If I see a problem, I like to think if there's a better way to do it.
By shifting your focus to the princess and treating your life's challenges like video games, you can trick your brain and actually learn more and see more success.
But by reframing the learning process and focusing on the cool end goal, the fear of failure is often taken off the table, and learning just comes more naturally.
I love to take something very commonplace and reuse it in an original way.
I feel like a lot of the successes in my life have come down to the Super Mario Effect, and while framing challenges like this has worked for me, of course, results may vary.
Yeah, so I have, like, a YouTube channel where I kind of use my engineering background to make sort of ridiculous things.
We can all relate at some level to being fascinated by looking at ourselves. You see it every time little kids walk into a store with surveillance and start dancing and waving at themselves.
I have a science YouTube channel where I will sometimes use my engineering skills to build things such as the world's largest Super Soaker or the Guinness World Record world's largest Nerf gun.
And as - funny enough, it actually became - so I've always wanted to be a Guinness world record holder. And believe it or not, before I made this there was not a category for world's largest Nerf gun, but there is now.
So basically, you know, the first day on the job you get there and you realize everybody has a Nerf gun. They had, you know, the smaller ones that shoot the darts. So part of the rite of passage of coming to the company is you have to get your own.
We spent zero dollars on advertising. We just had a YouTube video and that was it. We did a quarter million dollars in revenue, just in three weeks.
Wearable tech is really exploding, and I feel like five years down the road tech is going to be totally in our clothing. It's the next frontier for tech to conquer in our lives.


About this exercise ▸
Once the pictures are removed, restate the listing word for word.

Given records ▸

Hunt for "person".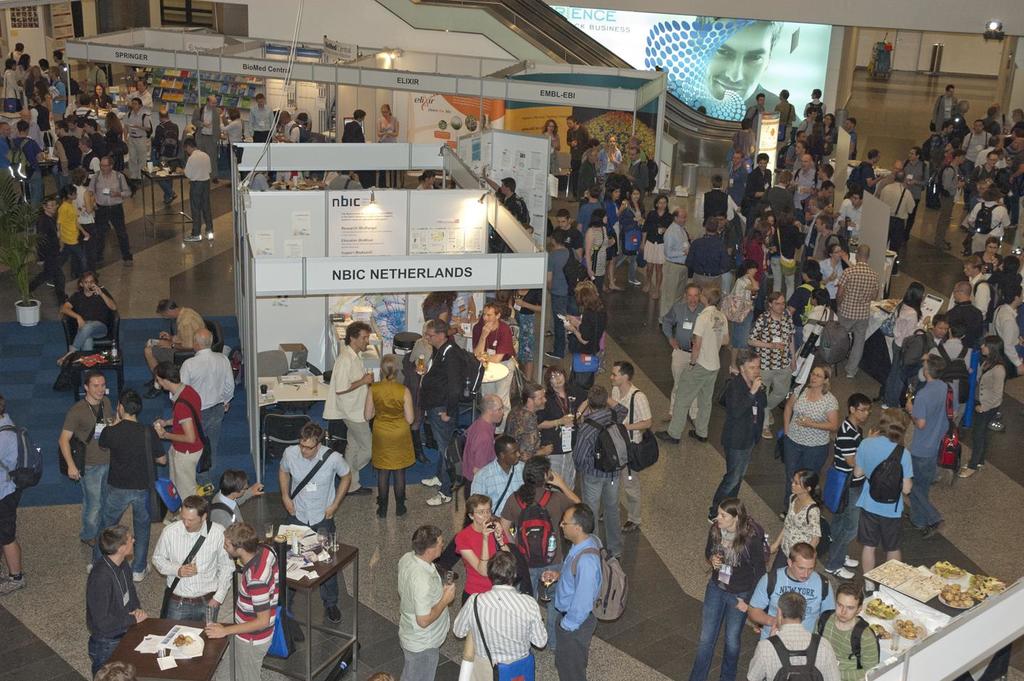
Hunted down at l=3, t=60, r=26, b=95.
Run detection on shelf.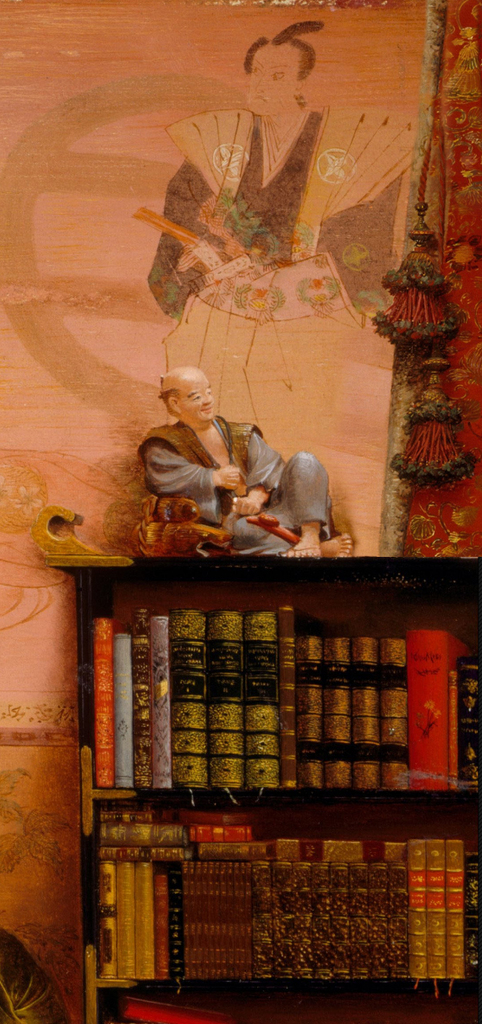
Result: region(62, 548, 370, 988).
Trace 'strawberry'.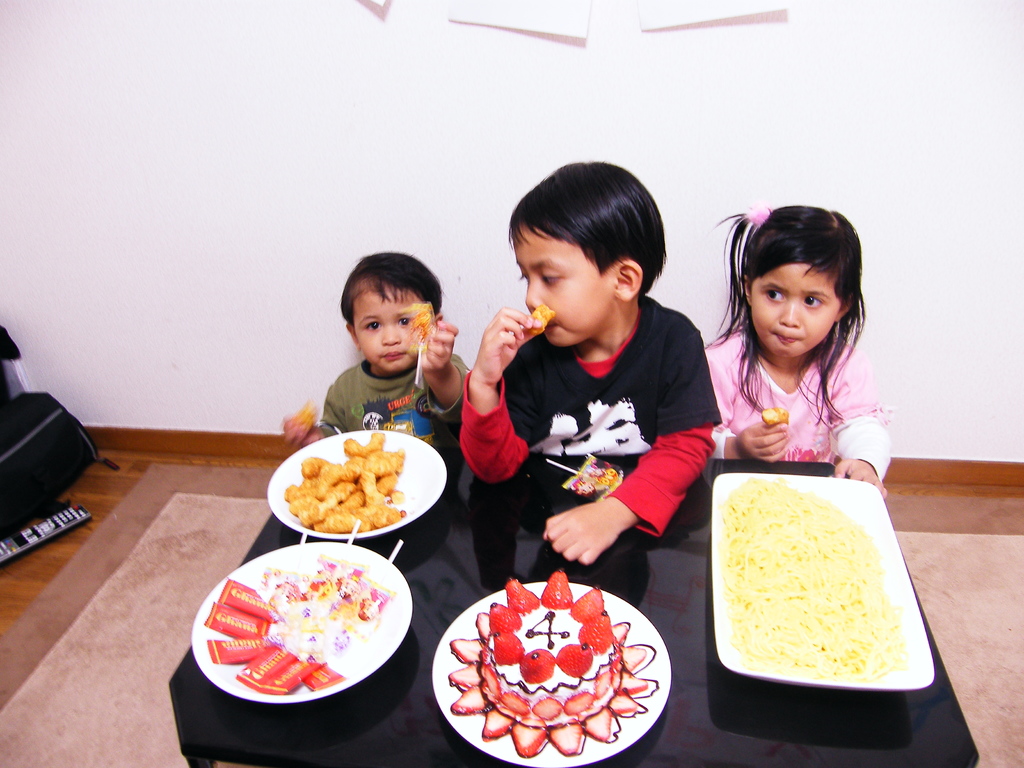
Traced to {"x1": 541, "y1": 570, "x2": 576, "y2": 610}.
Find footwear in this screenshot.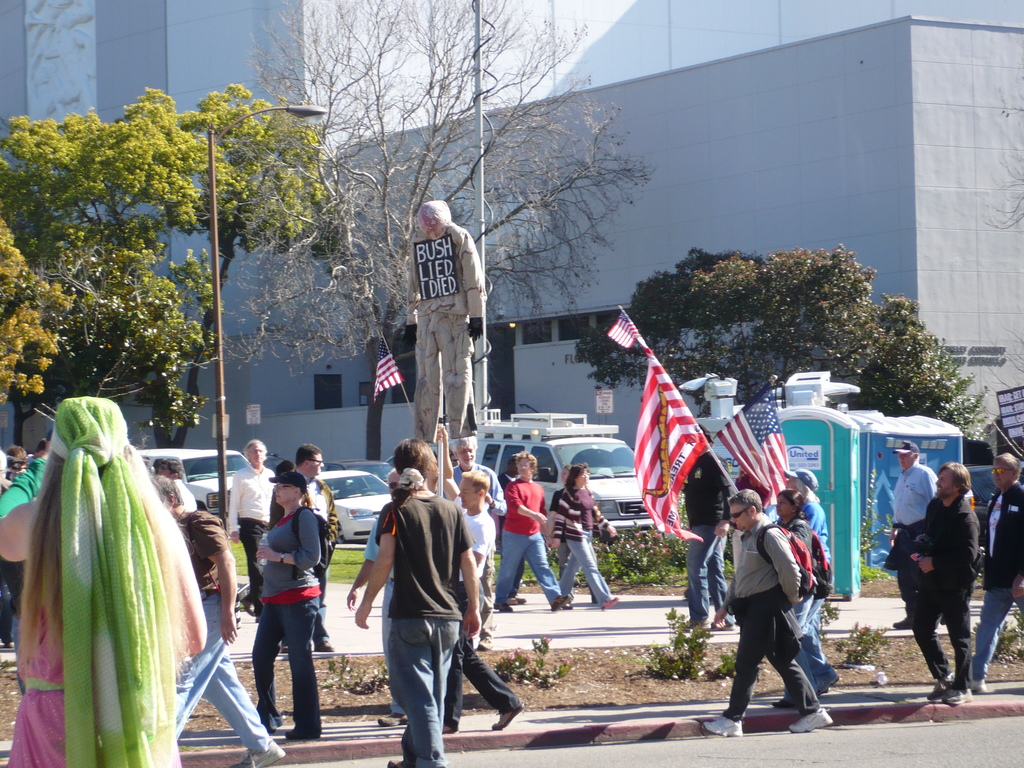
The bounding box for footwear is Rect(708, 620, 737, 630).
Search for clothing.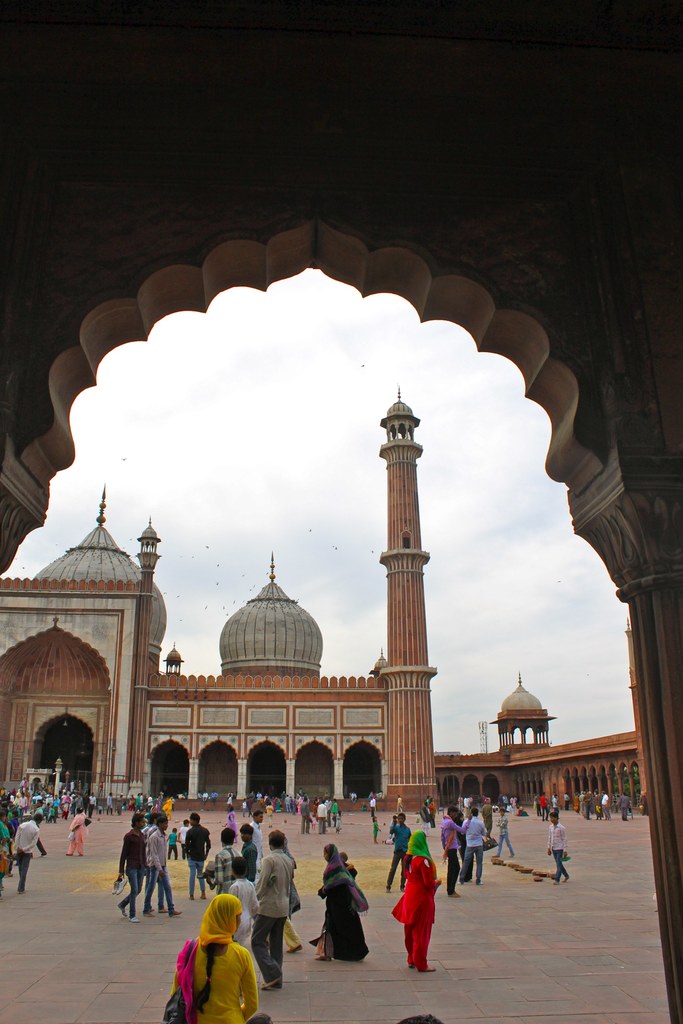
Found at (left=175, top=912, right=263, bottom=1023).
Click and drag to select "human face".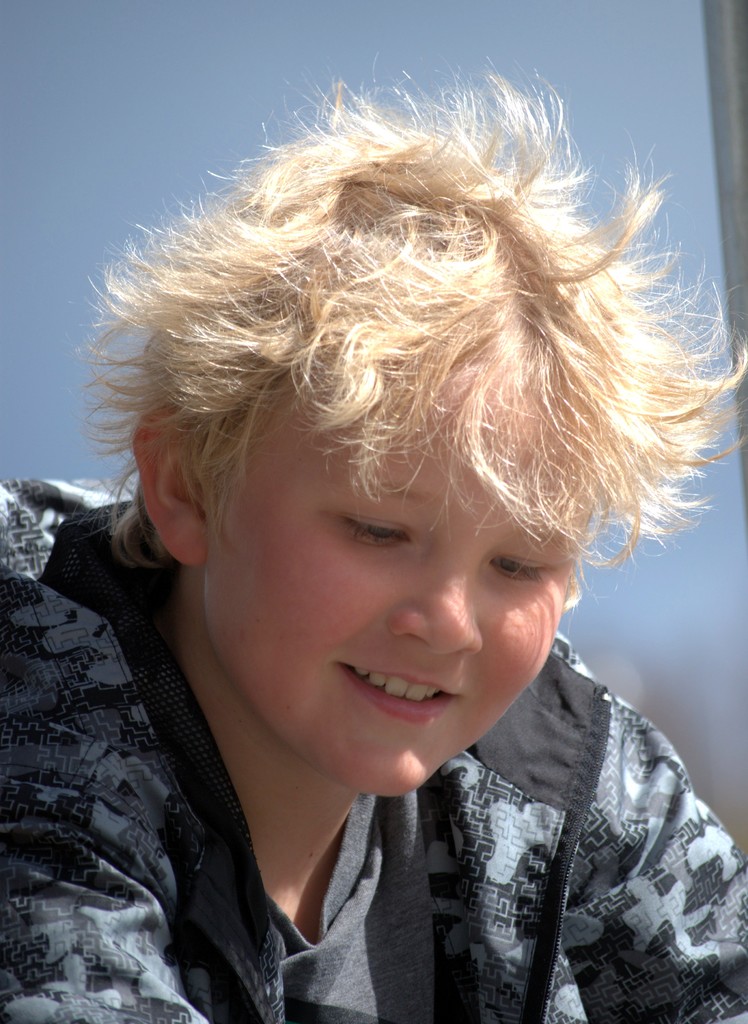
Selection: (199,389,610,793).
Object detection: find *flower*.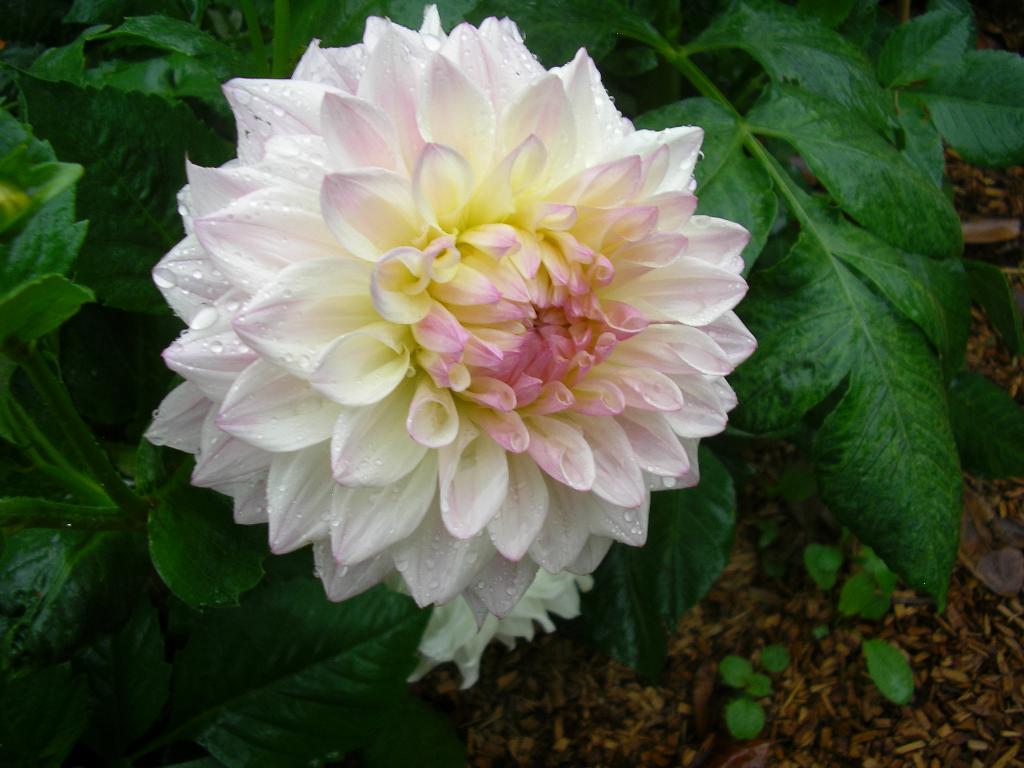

Solution for this task ▸
Hunt for "person".
Hunted down at l=3, t=60, r=26, b=95.
Run detection on shelf.
Result: region(62, 548, 370, 988).
Trace 'strawberry'.
Traced to {"x1": 541, "y1": 570, "x2": 576, "y2": 610}.
Find footwear in this screenshot.
The bounding box for footwear is Rect(708, 620, 737, 630).
Search for clothing.
Found at (left=175, top=912, right=263, bottom=1023).
Click and drag to select "human face".
Selection: (199,389,610,793).
Object detection: find *flower*.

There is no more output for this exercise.